Castela, a 22-year-old velvet-voiced pop diva with a Latin Grammy in her saddlebag and 15.4 million monthly listeners on Spotify, is the latest idol from Brazil’s homegrown style of music called sertanejo. The folk music began in the sertão, the country’s hardscrabble backlands, but has since modernized, electrified, and taken over the charts with everything from torch songs to subgenres like agronejo, with its odes to Big Agriculture. (As one hit song’s lyrics go: Hey, hey, hey, spraying poison from the plane.) Today the most popular sound in Brazilian music exalts a saddles-and-pickups spirit buoyed by the conversion of forests, prairies, and savannas into commodity crops, livestock ranches, and a trade surplus.
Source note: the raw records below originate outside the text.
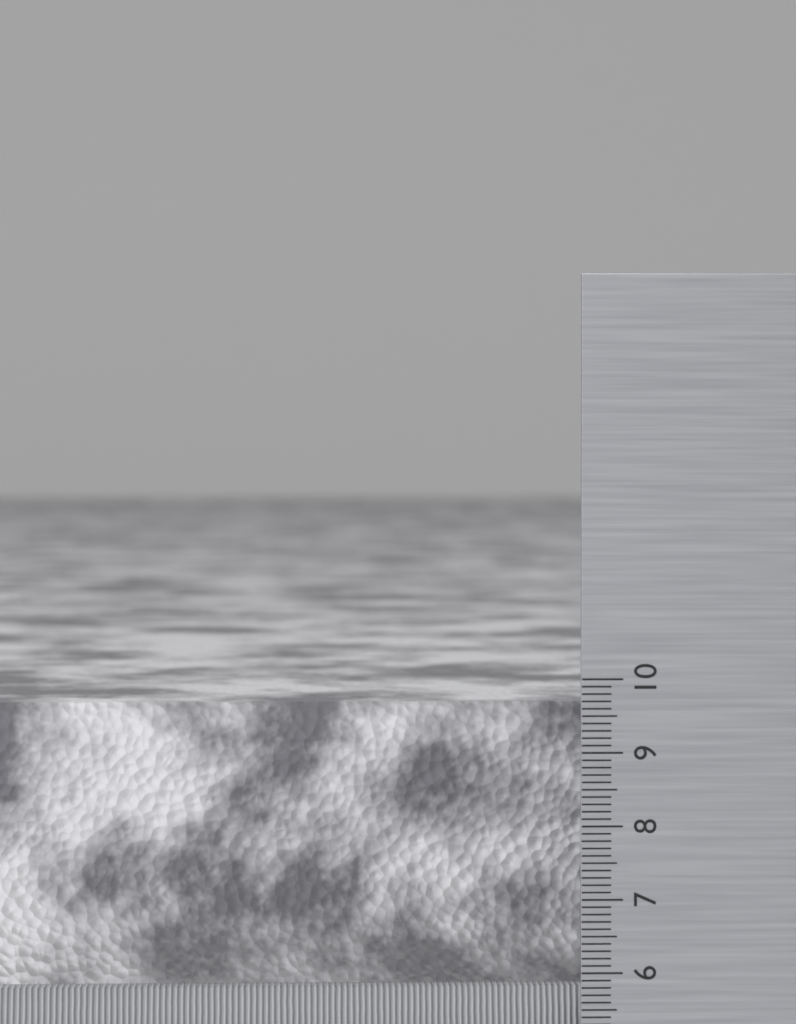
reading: 9.6 cm
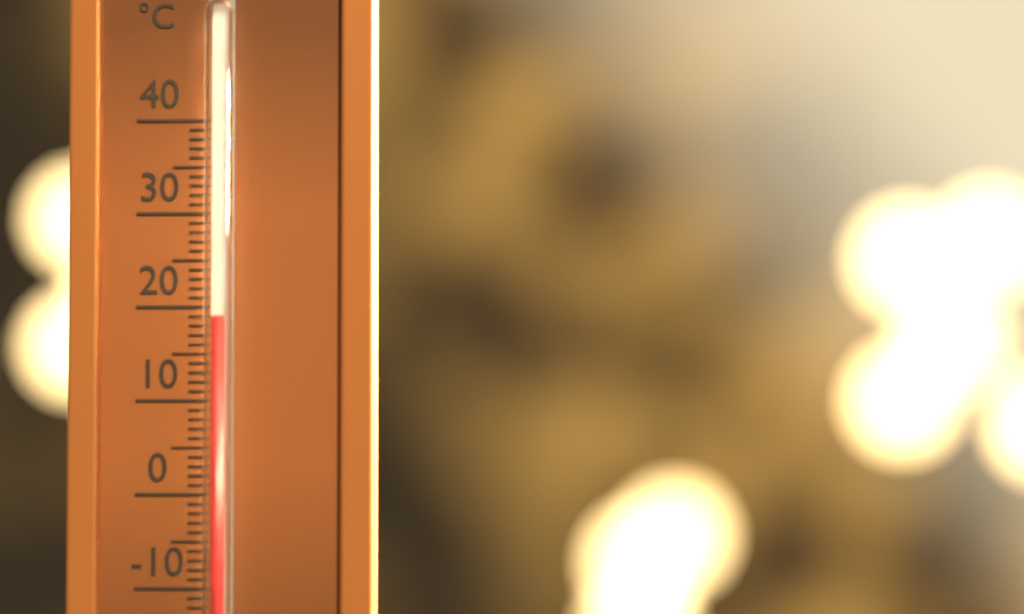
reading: 19 °C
“Half of the music consumed in Brazil today is sertanejo. The other half is everything else,” said former president of Sony Music Brasil Paulo Junqueiro, who helped oversee the explosion of country music. “So we are talking about a genre that represents half the output of all new artists.” No rodeo or farm expo (and there are hundreds across Brazil every year) is complete without a lineup of sertanejo artists crooning to stadium-size crowds.
Here in Cuiabá—capital of Mato Grosso state, the epicenter of the country’s richest farmland—the city’s annual Expoagro is part trade fair and part Coachella, where sertanejo fans sport fringe jackets and belt buckles the size of hubcaps. Bull riding and heavy machinery showcases fill the schedule. Executive jets streak overhead, shuttling farm moguls from deal to deal, all while Castela delivers her 2025 hit “Olha Onde Eu Tô” (“Look Where I Am”), with a defiant chorus that sings, He wanted me to move from the country / He told me to choose between rodeo and love.
Behind the sertanejo boom is an economic and demographic upheaval that is turning Latin America’s largest country inside out. Agribusiness, which drives about 29 percent of GDP, has shifted population, power, and wealth inland. Brazil is now the world’s leading exporter of soybeans, coffee, beef, sugar, and more. “Sertanejo represents this part of Brazil that works, which is led by Brazilian agribusiness,” says Mato Grosso governor Mauro Mendes.


But how did country music take over one of Latin America’s most urbanized nations—particularly one known for a stylish cool emanating from cultural epicenters like Rio de Janeiro and São Paulo? As Brazil’s ranchers and planters prospered, their scions moved to the cities to study, bringing their guitars. They blended rock and pop and cranked the volume to 11. The result: university sertanejo, an eclectic subgenre that’s now ubiquitous on the airwaves. “Sertanejo is the Brazilian popular music nowadays,” says Wander Oliveira, managing partner of Workshow, the nation’s leading producer of country music.
(Black artists are at the roots of country music in the United States.)
That explains why a claimed 300,000 came to the Expoagro in Cuiabá this past July, and why two million revelers gathered in downtown São Paulo, Latin America’s financial center, to hear country duo Bruno & Marrone ring in New Year 2025. And also why, when fabled balladeer Marília Mendonça was killed in a plane crash in 2021 at the age of 26, her funeral cortege in Goiânia was broadcast nationwide.


Paradoxically, the music is inspired by cherished pastoral traditions and pristine landscapes, both of which are receding with every harvest as cowboys are increasingly replaced by machines. But that’s not (yet) the concern of sertanejo. When it’s not full-throated agronejo, Brazil’s biggest pop music is all about jilted lovers, longing, and heartbreak composed to bring even country roughs to tears. And what was once a conservative genre has loosened with the times. Women—Mendonça, Castela, Simone Mendes—dominate the charts; some of the star cowgirls (Bruna “Viola” Kamphorst, Lauana Prado) prefer other cowgirls. Twin-sister act Maiara & Maraisa helped break the ceiling for the women of sertanejo, writing, in their words, about “cachaça and romanticism, infidelity and passion—men’s stuff!”
Sertanejo has come a long way since first being dismissed by urbanites as lullabies for caipiras, or yokels—country music headliners produced nine of the 10 most popular albums on Brazilian Spotify from 2014 to 2023. If there’s one more accolade to earn, it’s global recognition; for all its stardom and radio dominance, sertanejo remains largely landlocked. Sung exclusively in Portuguese, it has not swept the international stage. For now, its superstars are plenty busy in Brazil, crooning for cowboys and 10-year-old girls and everyone in between, all while fueling the biggest pop music playlist the rest of the world has yet to hear.